Professors Robert Dworkin (University of Rochester) and Dennis Turk (University of Washington) are feeling no pain!
Read their hilarious emails about how they’re making tens of thousands of dollars off of pharma – which wants to listen in on American professors conversing about new developments along the Oxycontin line (We Americans ♥♥ LOVE♥♥ our Oxycontin. Just look at any town in West Virginia. Eli Lilly’s got us eating out of its hand!).
’20k [to attend a meeting] is small change, and they can justify it easily if they want to be at the table,’ Dworkin wrote to Turk in July 2003, after an Eli Lilly representative bridled at the price.
Dworkin’s absolutely right. Once you’ve got a national (soon to be international!) epidemic going, you’re talking real money. Dworkin knows Lilly routinely pays billions in fines every year for illegal this and that, and it really don’t make no never mind since when your profits are zillions you can laugh at billions. So this Lilly asshole has the gall to bridle at paying twenty thou to sit in a room for twenty minutes? UD finds it amazing the Dworkin/Turk gang isn’t demanding twenty million per meeting.

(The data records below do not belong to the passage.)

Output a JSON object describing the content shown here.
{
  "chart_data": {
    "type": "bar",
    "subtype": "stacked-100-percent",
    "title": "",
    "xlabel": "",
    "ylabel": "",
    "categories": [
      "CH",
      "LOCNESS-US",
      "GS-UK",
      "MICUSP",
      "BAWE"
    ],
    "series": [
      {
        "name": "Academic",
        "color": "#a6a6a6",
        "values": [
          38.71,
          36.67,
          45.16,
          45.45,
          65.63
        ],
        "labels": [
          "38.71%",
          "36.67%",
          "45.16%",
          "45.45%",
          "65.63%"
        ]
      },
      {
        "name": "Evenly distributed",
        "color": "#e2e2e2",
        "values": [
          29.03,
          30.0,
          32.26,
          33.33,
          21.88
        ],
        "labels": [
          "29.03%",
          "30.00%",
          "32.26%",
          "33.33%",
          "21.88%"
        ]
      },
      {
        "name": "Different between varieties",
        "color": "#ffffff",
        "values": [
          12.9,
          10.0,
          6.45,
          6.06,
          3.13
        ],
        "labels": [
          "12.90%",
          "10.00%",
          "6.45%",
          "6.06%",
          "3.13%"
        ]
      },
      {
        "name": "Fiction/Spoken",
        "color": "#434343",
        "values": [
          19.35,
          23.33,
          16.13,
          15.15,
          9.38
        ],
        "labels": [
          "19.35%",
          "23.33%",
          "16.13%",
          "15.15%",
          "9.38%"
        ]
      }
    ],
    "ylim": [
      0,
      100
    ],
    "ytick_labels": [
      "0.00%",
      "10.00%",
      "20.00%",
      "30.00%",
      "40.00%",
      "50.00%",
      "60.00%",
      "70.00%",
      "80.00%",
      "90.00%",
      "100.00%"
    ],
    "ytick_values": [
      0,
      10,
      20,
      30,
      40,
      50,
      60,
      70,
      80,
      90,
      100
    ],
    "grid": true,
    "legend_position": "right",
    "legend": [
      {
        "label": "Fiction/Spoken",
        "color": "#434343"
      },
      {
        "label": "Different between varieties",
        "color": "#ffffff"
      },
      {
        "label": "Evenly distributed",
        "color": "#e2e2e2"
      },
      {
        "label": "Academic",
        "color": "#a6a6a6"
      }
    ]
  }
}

Possibly Dworkin and Turk are low-balling because they’re professors and not businesspeople and there’s a learning curve for them. This might be helpful for context:
[There’s a new rule,] unveiled by the S.E.C. … requiring companies to disclose the ratio of the C.E.O.’s pay to that of the median worker. The idea is that, once the disparity is made public, companies will be less likely to award outsized pay packages… [Yet C.E.O. compensation continues, and almost certainly will continue, to rise.] Sunlight is supposed to be the best disinfectant. But there’s something naïve about the new S.E.C. rule, which presumes that full disclosure will embarrass companies enough to restrain executive pay. As [one expert] told me, “People who can ask to be paid a hundred million dollars are beyond embarrassment.”
If Dworkin and Turk find themselves at all hesitant, they can tape this article to their refrigerators and reread it just before talking price with Lilly.
In West Virginia, state Sen. Evan Jenkins said flights on discount airlines between Huntington, W. Va., and Fort Lauderdale, Fla. [pill mills] have been dubbed the “Oxycontin Express.”